Authors: We thank the referee for highlighting this omission. The calculations employed a uniform frequency grid of 2000 points spanning [-20Δ, 20Δ], an imaginary broadening η = 0.001Δ, and system sizes up to 300 lattice sites; convergence was verified by comparing results for N = 150, 200, and 300 sites, with the low-frequency features remaining unchanged beyond N = 200. In the revised manuscript we will insert a new paragraph in the Methods section that explicitly states these numerical parameters and the convergence tests performed. revision: yes
Circularity Check
No significant circularity; numerical outputs from microscopic model
full rationale
The paper computes anomalous Green functions and spectral properties directly from a tight-binding Hamiltonian with prescribed magnetic textures and superconducting terms. The reported coexistence of Majorana states with odd-frequency triplet pairing, the 1/ω divergence in the decoupled limit, and its evolution upon hybridization are explicit numerical results of the Green-function solution rather than fitted parameters, self-definitions, or load-bearing self-citations. The connection to self-conjugation is a standard property of zero modes invoked to interpret the computed divergence, not a circular premise that defines the output. The derivation chain remains self-contained against external benchmarks.

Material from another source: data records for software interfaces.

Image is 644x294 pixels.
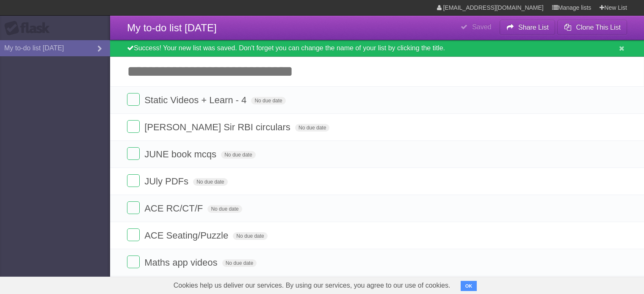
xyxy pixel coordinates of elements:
button: Clone This List [558,20,627,35]
label: Done [127,228,140,241]
span: No due date [193,178,227,186]
span: No due date [208,206,242,213]
span: No due date [221,151,255,159]
b: Saved [472,23,491,31]
label: Done [127,147,140,160]
div: Flask [4,21,55,36]
span: JUNE book mcqs [144,149,218,159]
b: Share List [518,24,549,31]
span: ACE RC/CT/F [144,203,205,214]
span: [PERSON_NAME] Sir RBI circulars [144,122,293,132]
span: Maths app videos [144,257,219,268]
button: OK [461,281,478,291]
span: JUly PDFs [144,176,191,186]
label: Done [127,201,140,214]
span: No due date [233,233,267,240]
span: ACE Seating/Puzzle [144,230,231,241]
label: Done [127,120,140,133]
span: No due date [222,260,257,267]
div: Success! Your new list was saved. Don't forget you can change the name of your list by clicking t... [110,40,644,57]
label: Done [127,256,140,269]
button: Share List [500,20,555,35]
span: No due date [295,124,330,132]
span: Static Videos + Learn - 4 [144,95,249,105]
label: Done [127,93,140,106]
b: Clone This List [576,24,621,31]
span: Cookies help us deliver our services. By using our services, you agree to our use of cookies. [165,277,459,294]
span: No due date [251,97,286,104]
span: My to-do list [DATE] [127,22,217,33]
label: Done [127,174,140,187]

Axiom & Free-Parameter Ledger
free parameters (2)
- magnetic texture strength and profile
- superconducting phase difference
axioms (1)
- domain assumption The low-energy physics is captured by a tight-binding Hamiltonian containing kinetic hopping, superconducting pairing, and Zeeman-like magnetic terms.

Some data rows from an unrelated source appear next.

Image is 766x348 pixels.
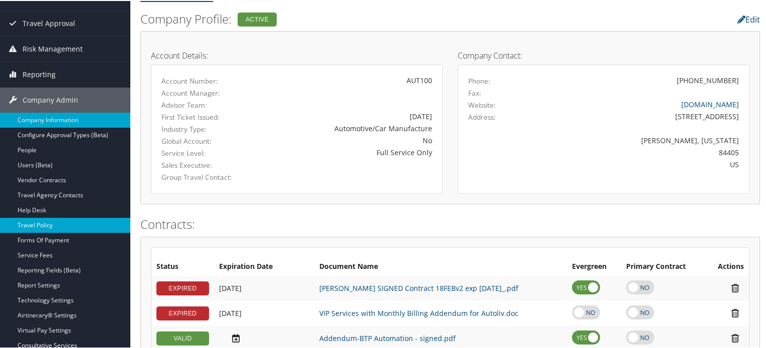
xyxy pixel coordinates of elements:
[540,158,739,169] div: US
[161,87,241,97] label: Account Manager:
[257,74,432,85] div: AUT100
[161,135,241,145] label: Global Account:
[23,87,78,112] span: Company Admin
[468,75,490,85] label: Phone:
[726,282,744,293] i: Remove Contract
[468,111,496,121] label: Address:
[151,257,214,275] th: Status
[219,308,241,317] span: [DATE]
[23,61,56,86] span: Reporting
[219,283,241,292] span: [DATE]
[156,306,209,320] div: EXPIRED
[567,257,621,275] th: Evergreen
[214,257,314,275] th: Expiration Date
[156,331,209,345] div: VALID
[457,51,749,59] h4: Company Contact:
[314,257,567,275] th: Document Name
[140,10,548,27] h2: Company Profile:
[161,171,241,181] label: Group Travel Contact:
[161,159,241,169] label: Sales Executive:
[257,110,432,121] div: [DATE]
[257,134,432,145] div: No
[726,332,744,343] i: Remove Contract
[540,134,739,145] div: [PERSON_NAME], [US_STATE]
[23,36,83,61] span: Risk Management
[681,99,739,108] a: [DOMAIN_NAME]
[219,283,309,292] div: Add/Edit Date
[468,87,481,97] label: Fax:
[161,75,241,85] label: Account Number:
[468,99,496,109] label: Website:
[257,122,432,133] div: Automotive/Car Manufacture
[237,12,277,26] div: Active
[737,13,760,24] a: Edit
[161,147,241,157] label: Service Level:
[319,283,518,292] a: [PERSON_NAME] SIGNED Contract 18FEBv2 exp [DATE]_.pdf
[161,99,241,109] label: Advisor Team:
[319,308,518,317] a: VIP Services with Monthly Billing Addendum for Autoliv.doc
[676,74,739,85] div: [PHONE_NUMBER]
[257,146,432,157] div: Full Service Only
[23,10,75,35] span: Travel Approval
[219,332,309,343] div: Add/Edit Date
[140,215,760,232] h2: Contracts:
[219,308,309,317] div: Add/Edit Date
[621,257,705,275] th: Primary Contract
[540,110,739,121] div: [STREET_ADDRESS]
[156,281,209,295] div: EXPIRED
[161,123,241,133] label: Industry Type:
[161,111,241,121] label: First Ticket Issued:
[319,333,455,342] a: Addendum-BTP Automation - signed.pdf
[705,257,749,275] th: Actions
[151,51,442,59] h4: Account Details:
[726,307,744,318] i: Remove Contract
[540,146,739,157] div: 84405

Lean theorems connected to this paper
-
IndisputableMonolith/Cost/FunctionalEquation.leanwashburn_uniqueness_aczel unclear?
unclearRelation between the paper passage and the cited Recognition theorem.
The odd-frequency polarized triplets reveal a divergent 1/ω behavior when the Majorana states are decoupled, which is intrinsically connected to their self-conjugation property.
-
IndisputableMonolith/Foundation/RealityFromDistinction.leanreality_from_one_distinction unclear?
unclearRelation between the paper passage and the cited Recognition theorem.
tight-binding Green function framework... anomalous Green function... F OTE,t ... 1/ω resonance
What do these tags mean?
- matches
- The paper's claim is directly supported by a theorem in the formal canon.
- supports
- The theorem supports part of the paper's argument, but the paper may add assumptions or extra steps.
- extends
- The paper goes beyond the formal theorem; the theorem is a base layer rather than the whole result.
- uses
- The paper appears to rely on the theorem as machinery.
- contradicts
- The paper's claim conflicts with a theorem or certificate in the canon.
- unclear
- Pith found a possible connection, but the passage is too broad, indirect, or ambiguous to say the theorem truly supports the claim.